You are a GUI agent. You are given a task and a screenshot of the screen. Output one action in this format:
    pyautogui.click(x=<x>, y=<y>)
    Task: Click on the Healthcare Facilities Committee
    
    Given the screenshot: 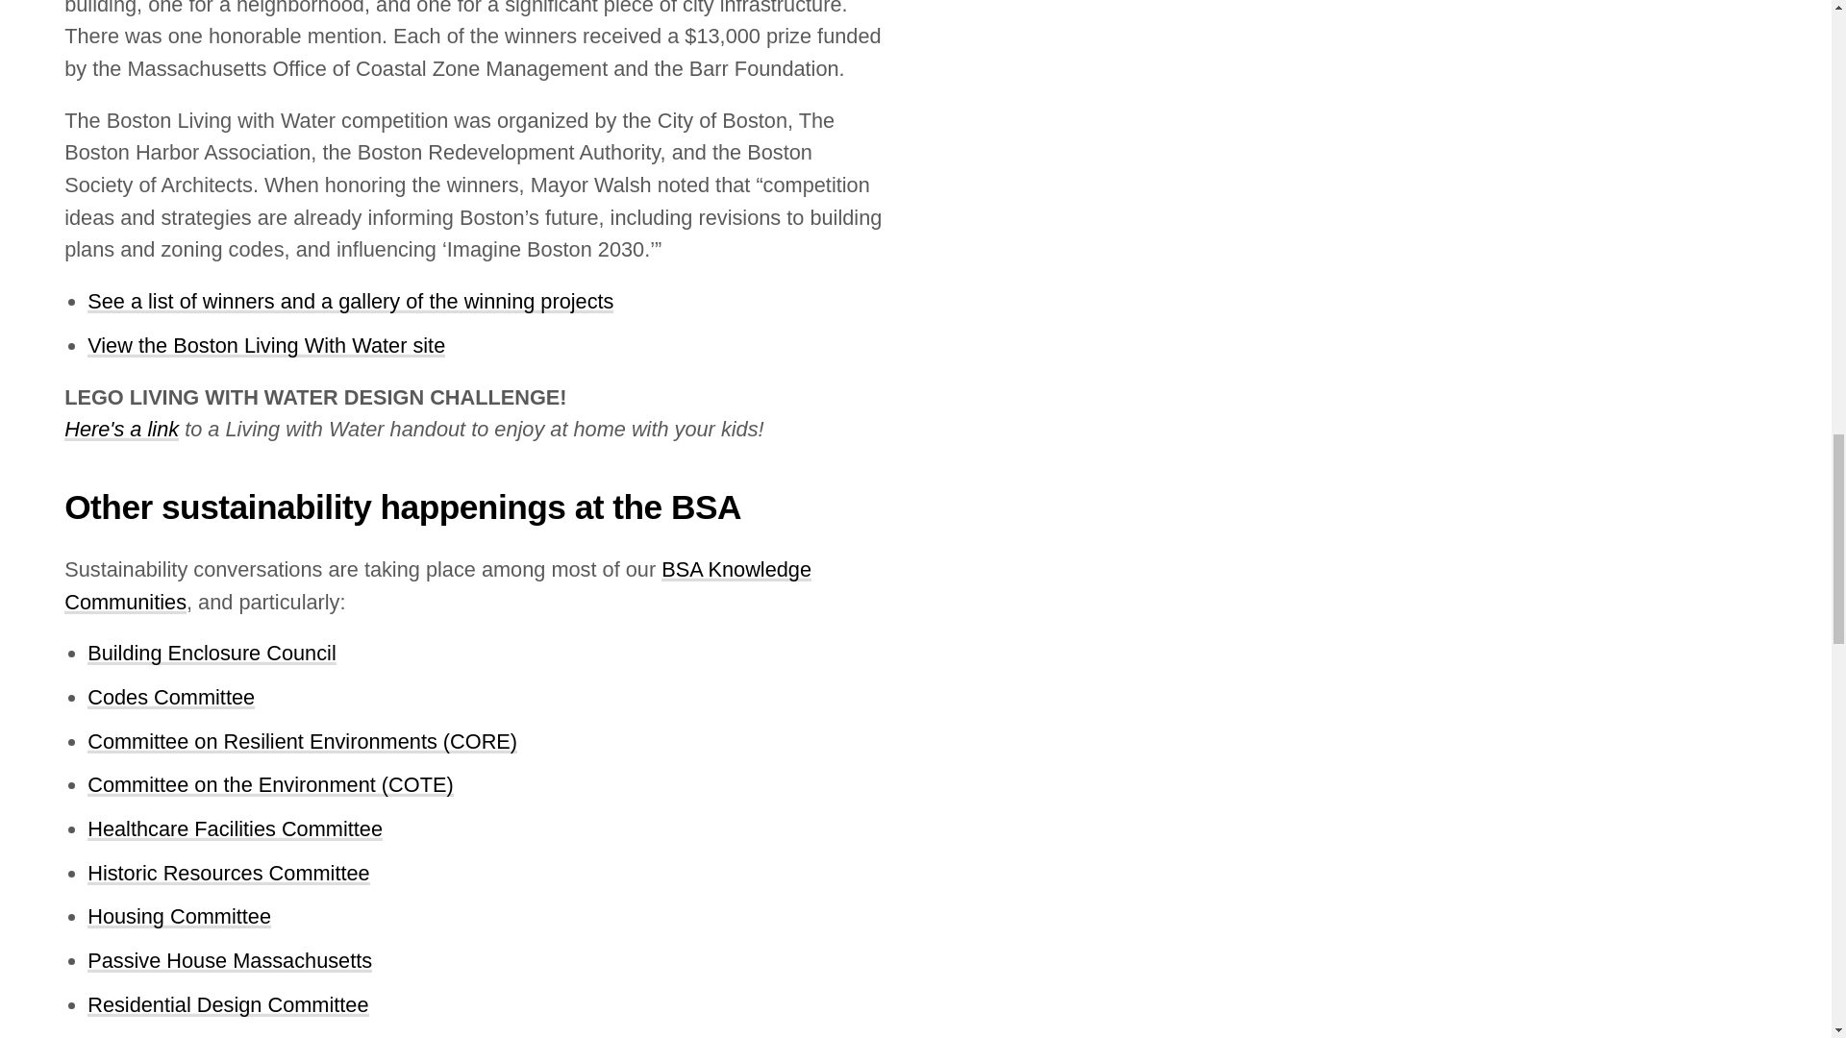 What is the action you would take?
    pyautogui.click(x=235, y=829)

————

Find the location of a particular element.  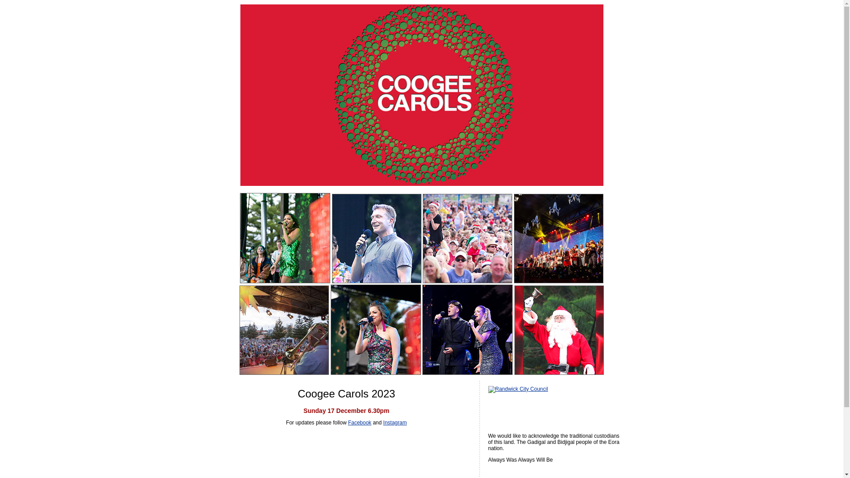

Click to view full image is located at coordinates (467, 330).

————

PROBLEM TO SOLVE: Given the data above, transcribe exactly the lines from the one containing "You are a GUI" down to the one containing "Task: Click on", and no others.

RESPONSE:
You are a GUI agent. You are given a task and a screenshot of the screen. Output one action in this format:
    pyautogui.click(x=<x>, y=<y>)
    Task: Click on the Healthcare Facilities Committee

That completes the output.